Monday, June 14, 2010

Learn from a failed New Mexican Gardener

I cannot claim to be much of a success as a New Mexico gardener. Intermittently I get the bug, and rarely are my crops bountiful. But it occurred to me that like Edison, I've learned a lot from my failures. Since every gardening instinct you learned on the East Coast is wrong for New Mexico, I thought I would share my lessons.
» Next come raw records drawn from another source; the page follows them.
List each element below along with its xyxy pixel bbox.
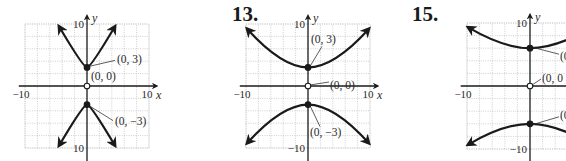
vertex-point bbox=[527, 121, 533, 127]
graph-15-svg: −1010−10y(0(0, 0(0 bbox=[0, 0, 566, 161]
y-min-tick-label: −10 bbox=[510, 143, 528, 155]
point-label: (0 bbox=[560, 50, 566, 63]
center-point bbox=[527, 83, 533, 89]
x-min-tick-label: −10 bbox=[454, 88, 472, 100]
vertex-point bbox=[527, 45, 533, 51]
y-max-tick-label: 10 bbox=[516, 17, 528, 29]
y-axis-label: y bbox=[534, 10, 541, 24]
leader-line bbox=[532, 79, 541, 85]
point-label: (0 bbox=[560, 109, 566, 122]
point-label: (0, 0 bbox=[542, 72, 563, 85]
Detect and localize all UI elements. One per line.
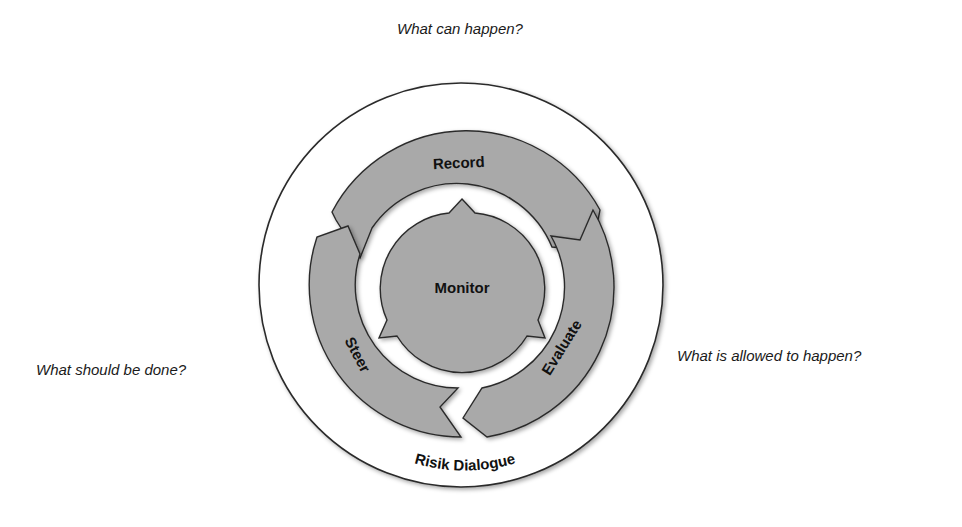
risk-cycle-diagram: Monitor Record Evaluate Steer Risik Dial…	[0, 0, 962, 527]
center-label-monitor: Monitor	[435, 279, 490, 296]
step-label-record: Record	[432, 153, 485, 173]
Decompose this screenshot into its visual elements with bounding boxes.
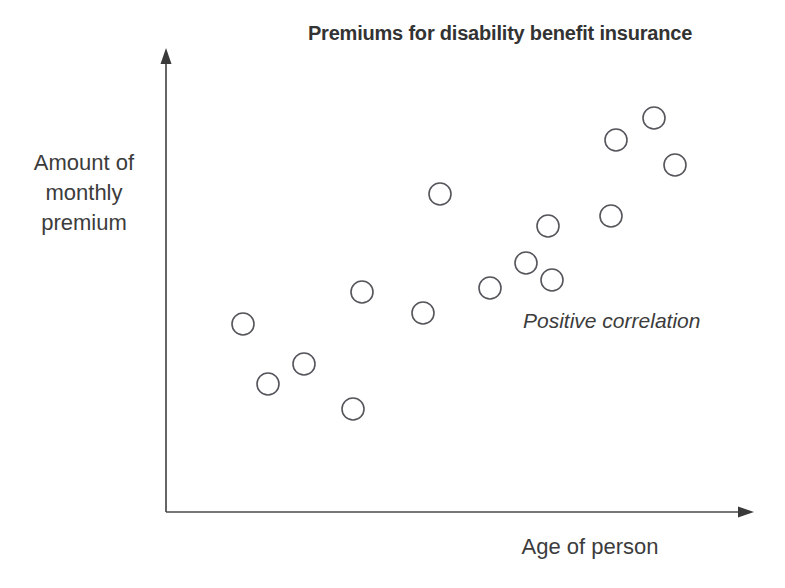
chart-figure: Premiums for disability benefit insuranc…: [0, 0, 785, 588]
plot-area: [0, 0, 785, 588]
data-point: [293, 353, 315, 375]
data-point: [643, 107, 665, 129]
data-point: [664, 154, 686, 176]
data-point: [537, 215, 559, 237]
data-point: [479, 277, 501, 299]
data-point: [605, 129, 627, 151]
data-point: [429, 183, 451, 205]
x-axis-arrow-icon: [738, 507, 754, 518]
data-point: [351, 281, 373, 303]
data-point: [412, 302, 434, 324]
data-point: [257, 373, 279, 395]
data-point: [515, 252, 537, 274]
y-axis-arrow-icon: [161, 48, 172, 64]
data-point: [342, 398, 364, 420]
data-point: [541, 269, 563, 291]
data-point: [232, 313, 254, 335]
data-points-group: [232, 107, 686, 420]
data-point: [600, 205, 622, 227]
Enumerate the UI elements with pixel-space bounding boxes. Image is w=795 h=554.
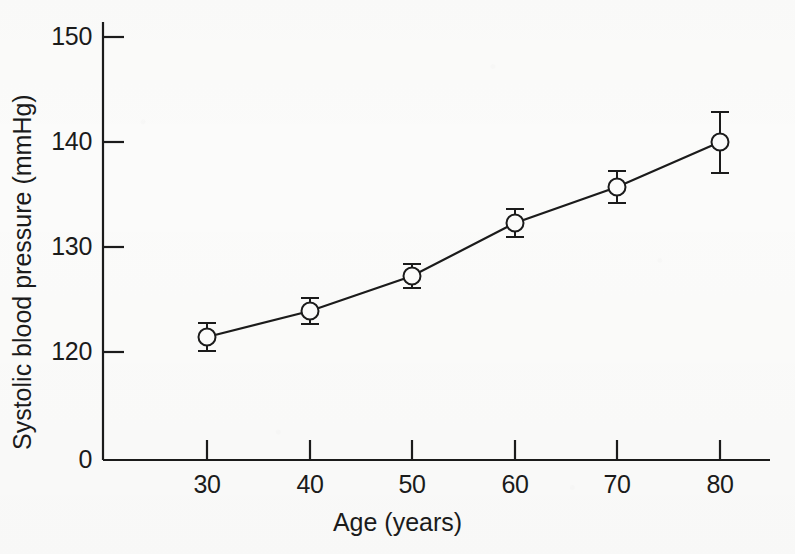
data-point-markers — [199, 134, 729, 346]
x-axis-title: Age (years) — [0, 508, 795, 537]
data-series-systolic — [198, 112, 729, 351]
series-line — [207, 142, 720, 337]
x-tick-label-40: 40 — [270, 470, 350, 499]
error-bars — [198, 112, 729, 351]
y-axis-title: Systolic blood pressure (mmHg) — [8, 94, 37, 450]
y-axis-ticks — [103, 37, 124, 352]
data-point-age-60 — [507, 215, 524, 232]
axis-lines — [103, 22, 770, 460]
data-point-age-70 — [609, 179, 626, 196]
y-tick-label-150: 150 — [20, 22, 92, 51]
x-tick-label-50: 50 — [372, 470, 452, 499]
data-point-age-50 — [404, 268, 421, 285]
data-point-age-40 — [302, 303, 319, 320]
data-point-age-30 — [199, 329, 216, 346]
x-tick-label-80: 80 — [680, 470, 760, 499]
x-tick-label-70: 70 — [577, 470, 657, 499]
x-axis-ticks — [207, 440, 720, 460]
x-tick-label-30: 30 — [167, 470, 247, 499]
x-tick-label-60: 60 — [475, 470, 555, 499]
chart-figure: 150 140 130 120 0 30 40 50 60 70 80 Age … — [0, 0, 795, 554]
data-point-age-80 — [712, 134, 729, 151]
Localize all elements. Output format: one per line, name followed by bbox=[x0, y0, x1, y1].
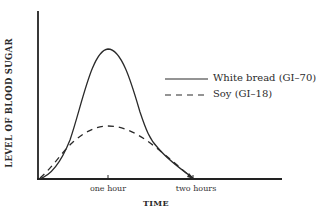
series-soy-line bbox=[40, 126, 192, 178]
x-tick-label-two-hours: two hours bbox=[176, 184, 216, 193]
series-white-bread-line bbox=[39, 49, 193, 179]
y-axis-label: LEVEL OF BLOOD SUGAR bbox=[4, 28, 14, 178]
x-tick-label-one-hour: one hour bbox=[90, 184, 126, 193]
x-axis-label-wrap: TIME bbox=[0, 198, 324, 208]
legend-soy: Soy (GI–18) bbox=[213, 88, 272, 99]
x-axis-label: TIME bbox=[143, 198, 169, 208]
legend-white-bread: White bread (GI–70) bbox=[213, 72, 316, 83]
chart-canvas bbox=[0, 0, 324, 212]
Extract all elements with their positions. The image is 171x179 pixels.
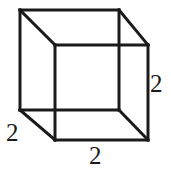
dimension-label-right: 2 [150,71,163,96]
edge-depth-top-right [119,10,148,45]
cube-figure: 2 2 2 [0,0,171,179]
edge-depth-bottom-left [20,110,55,140]
dimension-label-bottom: 2 [89,143,102,168]
dimension-label-left-depth: 2 [6,120,19,145]
cube-wireframe [0,0,171,179]
edge-depth-top-left [20,10,55,45]
edge-depth-bottom-right [119,110,148,140]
Don't buy seeds or plants from Walmart, Ace Hardware, or Home Depot
The buyers at national chains are happy to sell you flowers that have no business in New Mexico. That pansy or daisy that was so perky in the store, will give it's last gasp the moment you lay it's cultured roots in New Mexico soil. I recommend you only shop at Plants of the Southwest and High Country Gardens.
Don't read any garden books from Santa Fe or Taos
North, high New Mexico is not the desert. It's not reality. They have cooler weather, get more rain, have more flowing plants. I've never seen a garden in Socorro which looked anything like those Santa Fe books.
You can never go wrong with roses
As difficult as everything else is, roses do really well in New Mexico. Roses are in fact desert plants and do really well here (even roses I've bought at Walmart).
A buried soaker hose is the best possible way to water.
The water stays underground, where the roots are. There's little evaporation. It lacks the satisfaction of splashing around with the hose, but much more water gets to the plants.
Even desert plants need a lot of water to get established
You might think that with the harsh conditions in the desert you can toss the right seeds on the ground and walk away. However, that turned out badly for me. I've done much better when I regularly watered my newly established plants. Books on starting xeric (low-water) gardens warn you that during the first 1-2 years, xeric gardens need just as much water as a lawn and marigolds.
When you are ready to go beyond roses, look for things described as "invasive", "pernicious", "tough", and "grows in cracks in parking lots".
I recommend Hollyhock, Evening Primrose, and Arizona Poppy, and mint.
Invest in an expensive water timer
You have to think watering new plants in New Mexico as bottle feeding an orphan kitten, not putting out scraps for a stray. That plant is completely, 100% dependent on you for moisture. We once were forced to reseed a lawn in May, the worst possible month to plant. The gardener set up the automatic water system to water three times a day for 10 minutes. Wow! You should have seen that grass grow!
Never, never plant trees in the spring or summer
Wait for the first cool weather in the fall, then plant and water like mad. Spring winds are terrible for drying out baby trees, and summer heat is aweful for tiny root systems.
Sow plastic in the ground
I feel bad about this but polymer water crystals (Soil Moist, Watersorb, Watercrystals, Moist Soil) have made a huge difference in my gardening success. Adding these little grains to the dirt (in or out of pots) means that my plants don't suffer nearly as much from dry spells. I worry a bit about whether they break down as enviromentally as they claim, but I swear by them. Skip the expensive dirt+polymer and just get the crystals themselves.
Container garden in a beer cooler
It may seem to you that the best way to oppose the dryness of the desert is to container garden -- plastic holds the moisture in, and you are watering a much smaller volume. However, if you plant one plant in a container and another in the ground, you will find that the one in the ground does much better. In New Mexico, plants in pots get their roots cooked. There's two solutions for this: buy containers that are made of styrofoam -- like a beer cooler. They look like terracotta but are rather light. Or, you can make your own insulated pots by placing a small pot inside a large one, with a layer of soil between the two.
Skip the RoundUp
Beside the issues of adding chemicals to the soil (and whether New Mexico ever gets enough rain to flush them out) they just don't work. If you spray a weed with RoundUp, you get a dead, mummifed, weed. It will stand there for months, until you pull it up, just as you should have done in the first place.